This is a very cool query tool that I haven't seen before, thanks! (Also the syntax drives me a little batty).
I tried modifying it to give me authors whose first publication (any publication at all) happened after 60 years old, but also who had at least one wdt:P800 work. I got people like Cato the Elder, Josephus, and William of Tyre.
I tried again for only people born in the 20th century, and I got some results (plus quite a bit of wrong answers, presumably something about the query or data)! Oddly quite a few of the results are from criminals who wrote an autobiography after their release, including Henri Charrière and the infamous Nazi, Albert Speer.
that's kind of what P800 (notable work) is doing, but you can try some approximations to "major work" with "has both an English Wikipedia page and a Goodreads link":
I always thought it was native. You can write extensions using React, yes, but I was under the impression those got compiled to their internal Swift-based UI components
Apparently they have an annual budget of ~$10M. From the contributors, it's easy to recognize the Chan Zuckerberg Initiative (so Meta), Google, MSFT. This is great.
Having said that, I'd still say that $1-2M for a CSS library seems more than enough. Not everything needs to be "scaled"..
What specific resources are we referring to here?
Are AI vendors re-crawling the whole blog repeatedly, or do they rely on caching primitives like ETag/If-Modified-Since (or hashes) to avoid fetching unchanged posts?
Also: is the scraping volume high enough to cause outages for smaller sites?
Separately, I see a bigger issue: blog content gets paraphrased and reproduced by AIs without clearly mentioning the author or linking back to the original post. It feels like you often have to explicitly ask the model for sources before it will surface the exact citations.
I remember seeing an art project in the UK ~10 years ago where they had actors enact a short film but everything was filmed using street cameras, which IIRC everyone could request access to with little bureaucracy.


◆ **WHAT TO DO**: Exactly as they stand, copy the lines from the one containing "Screen is 1024×683." to the final line of the data; leave out the pictures.

* * * * * * *

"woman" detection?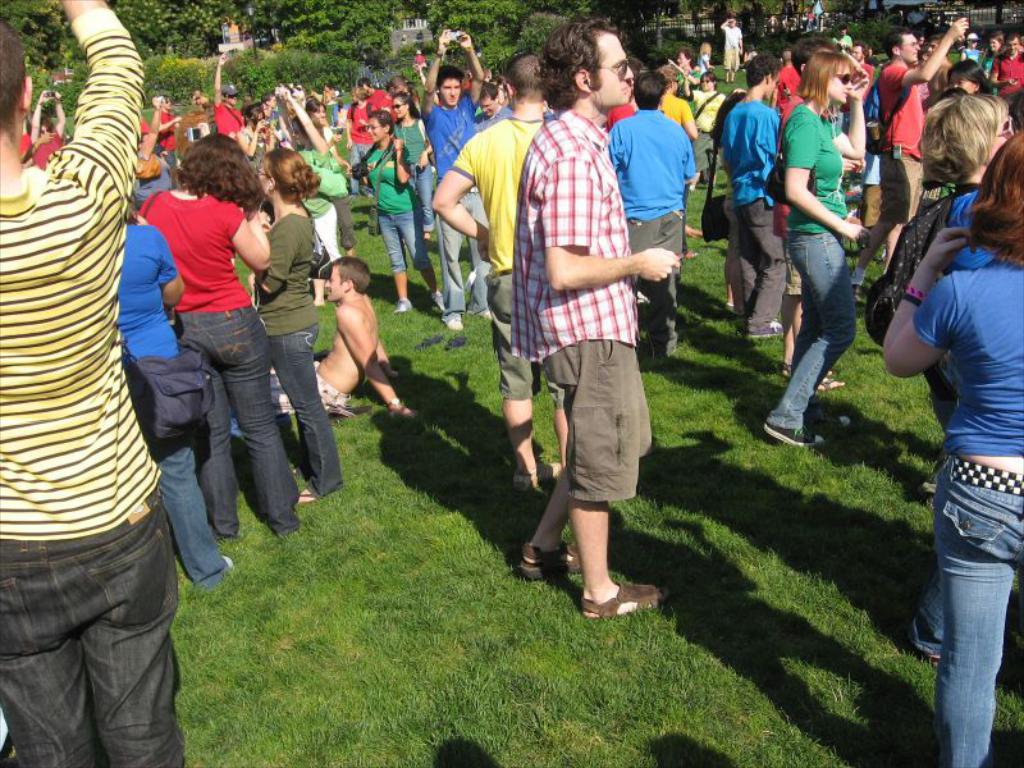
bbox=(389, 91, 444, 239)
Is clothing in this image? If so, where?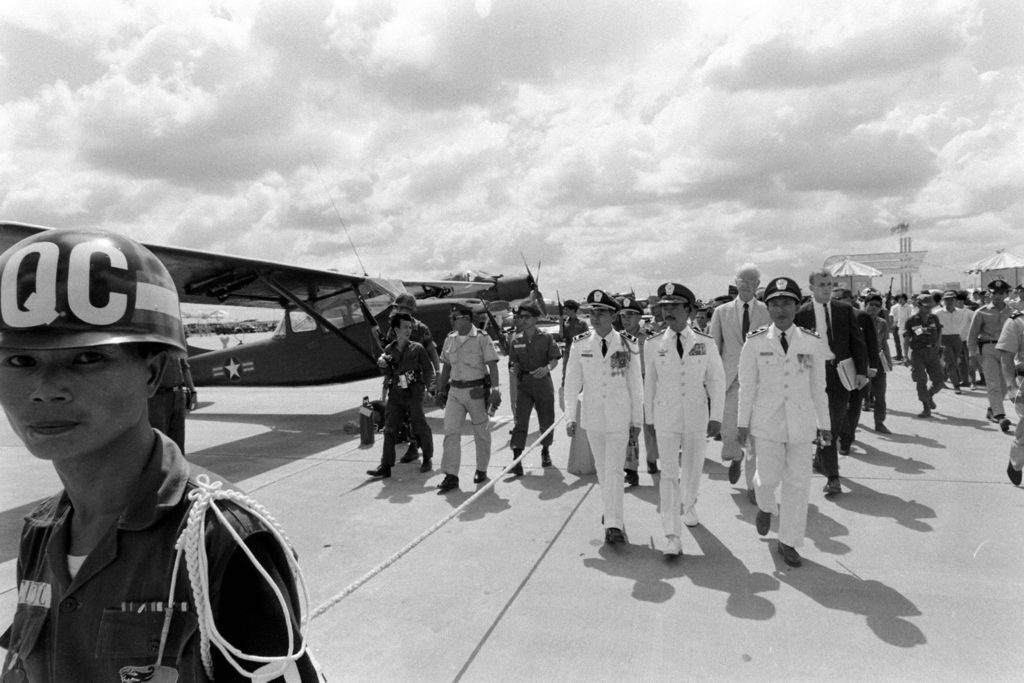
Yes, at 510,325,561,451.
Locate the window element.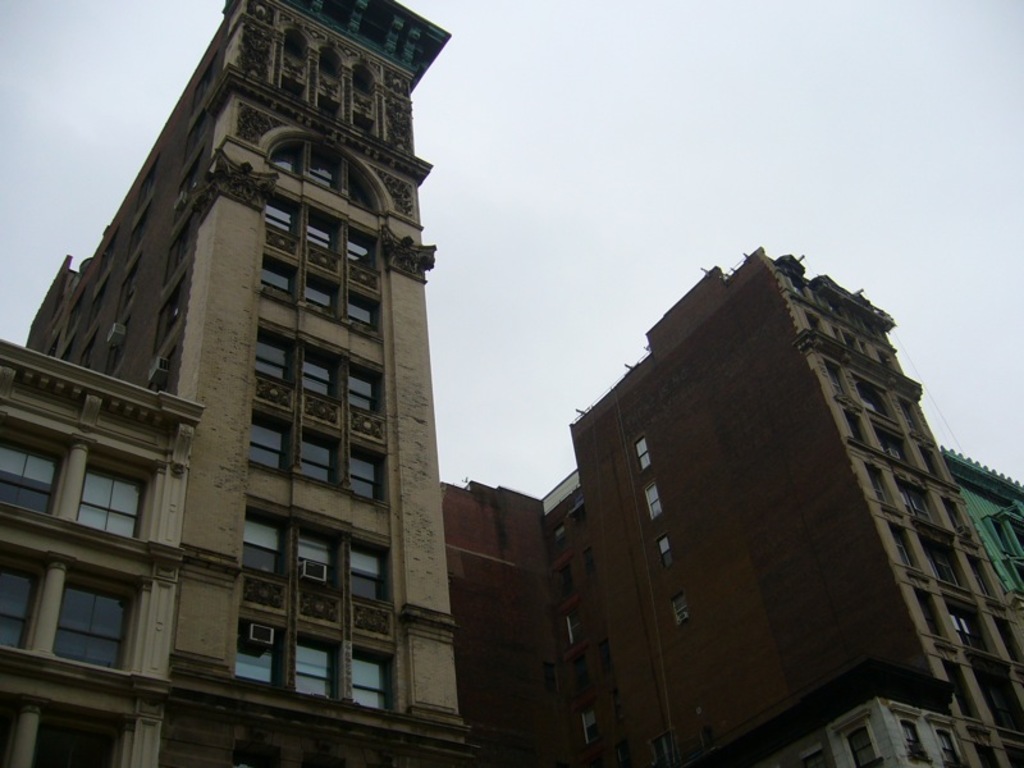
Element bbox: crop(957, 548, 997, 603).
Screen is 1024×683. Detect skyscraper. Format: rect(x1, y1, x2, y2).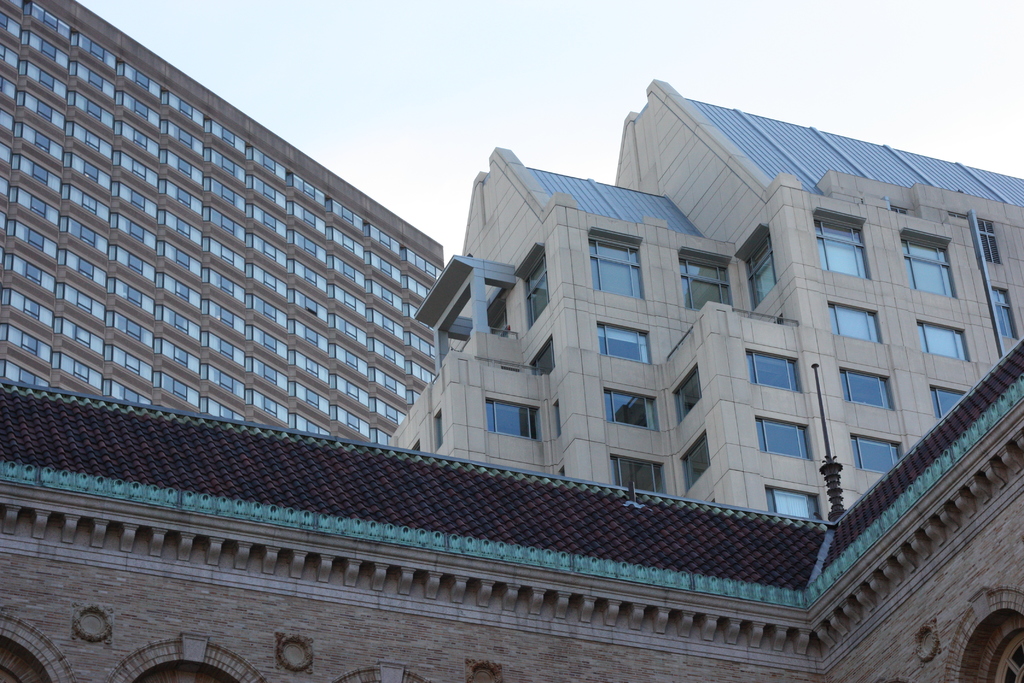
rect(0, 0, 456, 381).
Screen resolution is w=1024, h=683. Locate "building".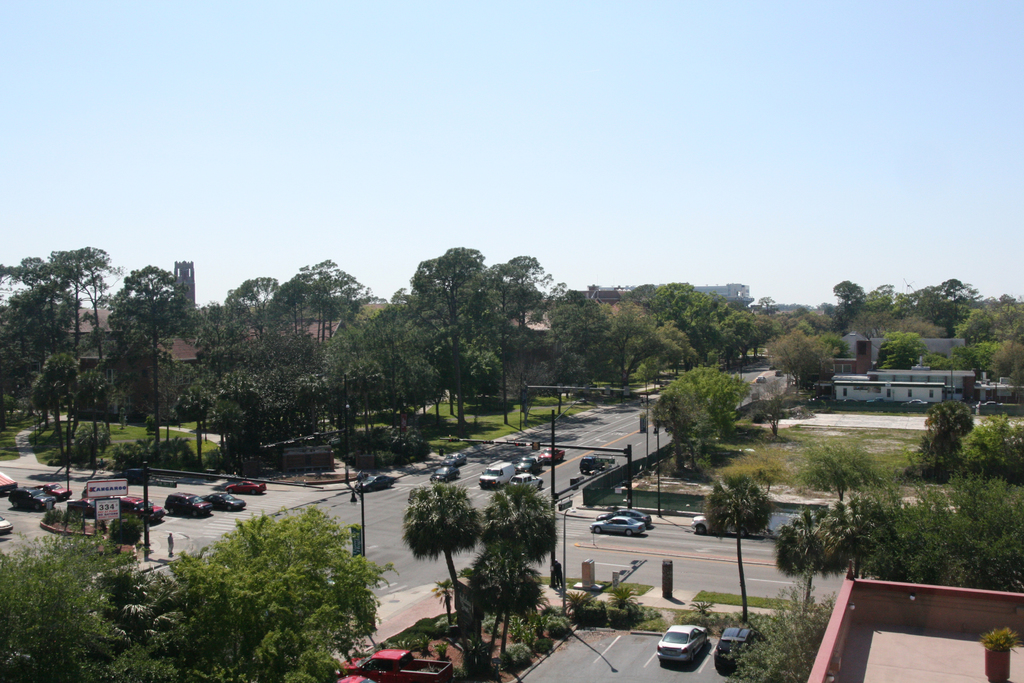
{"left": 828, "top": 369, "right": 977, "bottom": 407}.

* * * * * * *

◆ **OUTPUT OF THE EXERCISE**:
Screen is 1024×683. Detect skyscraper. Format: rect(x1, y1, x2, y2).
rect(0, 0, 456, 381).
Screen resolution is w=1024, h=683. Locate "building".
{"left": 828, "top": 369, "right": 977, "bottom": 407}.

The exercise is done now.